Kolkata: Outgoing West Bengal Chief Minister Mamata Banerjee Tuesday said that there was no question of her resigning, following Monday’s defeat of her party in the assembly elections, bringing to an end 15 years of the Trinamool Congress government.
The TMC, she said, was not defeated by public mandate but by a conspiracy.
“The question of my resignation does not arise…. I did not lose; I will not go to Lok Bhavan. They can take action as per constitutional norms,” Banerjee said in the first press conference after losing the election.
Her government’s term comes to an end tonight.
In a historic first, the BJP has won 207 of the 294 assembly seats in West Bengal, with the TMC reduced to 87 seats.
Banerjee herself lost her home turf, Bhabanipur, by a margin of over 15,000 votes to her one-time close aide Suvendu Adhikari, the BJP’s most prominent face in this election.

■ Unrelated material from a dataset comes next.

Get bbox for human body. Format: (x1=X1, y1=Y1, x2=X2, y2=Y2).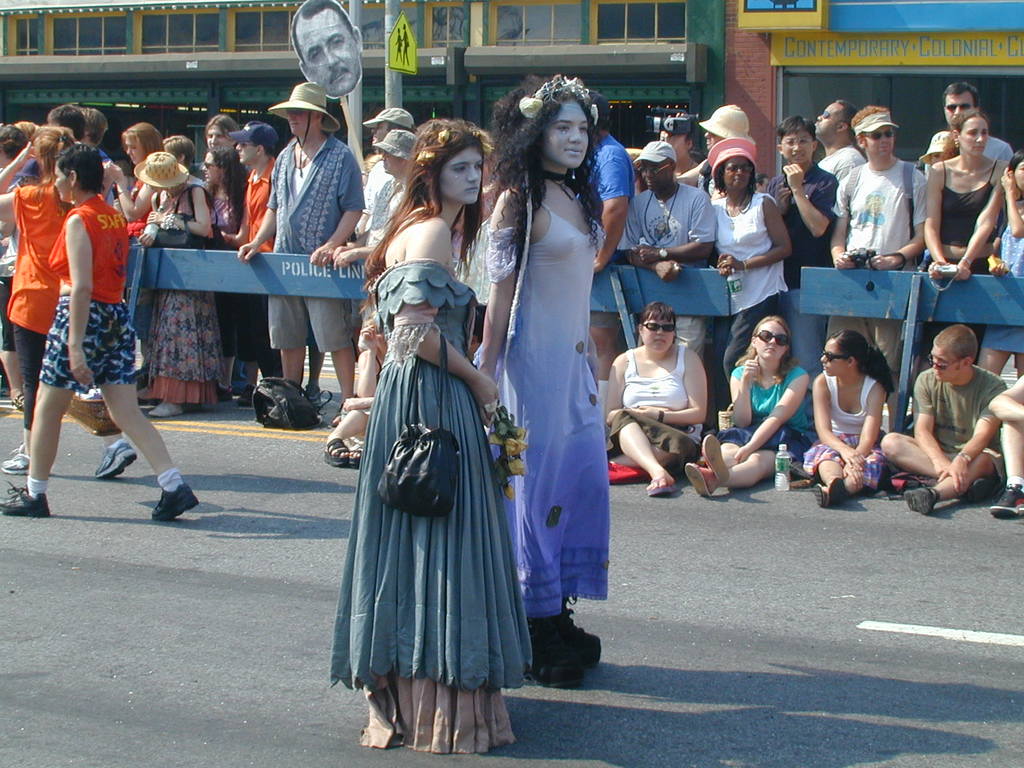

Calling the results a “black chapter in the history of Bengal”, Banerjee said that Chief Election Commissioner Gyanesh Kumar was the villain of the election, undermining the democratic rights of the people and the integrity of the electronic voting machines (EVMs).
“Can you explain how EVMs showed 80–95 percent charging after voting? How is that possible? Even two days before the election, the police began arresting people indiscriminately. Raids were conducted everywhere. Officials—from ICs and OCs to SGOs, DMs, and IPS officers—were changed across the board, including WBCS and WBPS officers. These appointments, in our view, were politically influenced. The BJP, in effect, played the game directly with the Election Commission. You could describe it as a kind of ‘setting’ between the BJP and the Election Commission,” Banerjee said.
The outgoing CM contended that the TMC’s contest in the polls was not against the BJP, but against the Election Commission, which worked “for the BJP”. Alleging rampant irregularities in the counting process, she claimed that votes in nearly 100 seats were “looted”.
“… Counting was deliberately slowed down to demoralise my party workers… They misbehaved with me, so I can guess how much the other candidates and workers were tortured. The party and other INDIA bloc leaders are standing in solidarity with them. We will bounce back and fight back… We fought them just like a tiger,” Banerjee said.
The outgoing CM said that Congress leaders Sonia Gandhi and Rahul Gandhi also called her Monday to express solidarity after the Bengal poll results. “We will now work to strengthen the INDIA bloc,” she added.
Banerjee said other INDIA bloc leaders, including Samajwadi Party’s Akhilesh Yadav and Rashtriya Janata Dal’s Tejaswi Yadav, will be arriving in Kolkata starting Wednesday to support her.
“My target is very clear. Now I don’t hold any position, so I am a common citizen. You (BJP) cannot say that I am using any official position. I am now a free bird, and I have my entire life dedicated to serving the people,” Banerjee said, adding that even during the last 15 years, “I have not withdrawn a single paisa as pension, nor have I taken any salary.”
Banerjee reiterated her claim that nearly 100 seats had been forcibly taken away from her party.
Blaming the media, the outgoing CM said, “I am sorry to say this, but from Delhi, the media was strategically brought in right from the first round of counting. I had already told you earlier, please watch my video from two to three days ago. In the initial rounds, the counting was conducted in a way that could weaken the morale of our workers and give the BJP an advantage. Our fight was not just against the BJP; we also had to contend with what we believe was a biased Election Commission.”
The TMC chief said the party would constitute a 10-member fact-finding committee, which would visit the areas hit by violence since the results. The committee, she said, would also have five MPs.
She said that her party’s fight was not just against the BJP but against the entire machinery. “The Prime Minister and the Home Minister were also involved…there was direct interference,” she said.
She said that through the Special Intensive Revision (SIR), the Election Commission deleted 90 lakh names from the voter list. “When we approached the court, 32 lakh names were restored. But do you know that another seven lakh names, which were submitted together, were also included later, and nobody is aware of that? This shows how such dirty, nasty, and mischievous games were played.”
“I have never seen this kind of election in my life. Since my student days, I have witnessed many elections, even in 2004, when I was alone, but I have never seen such atrocities.”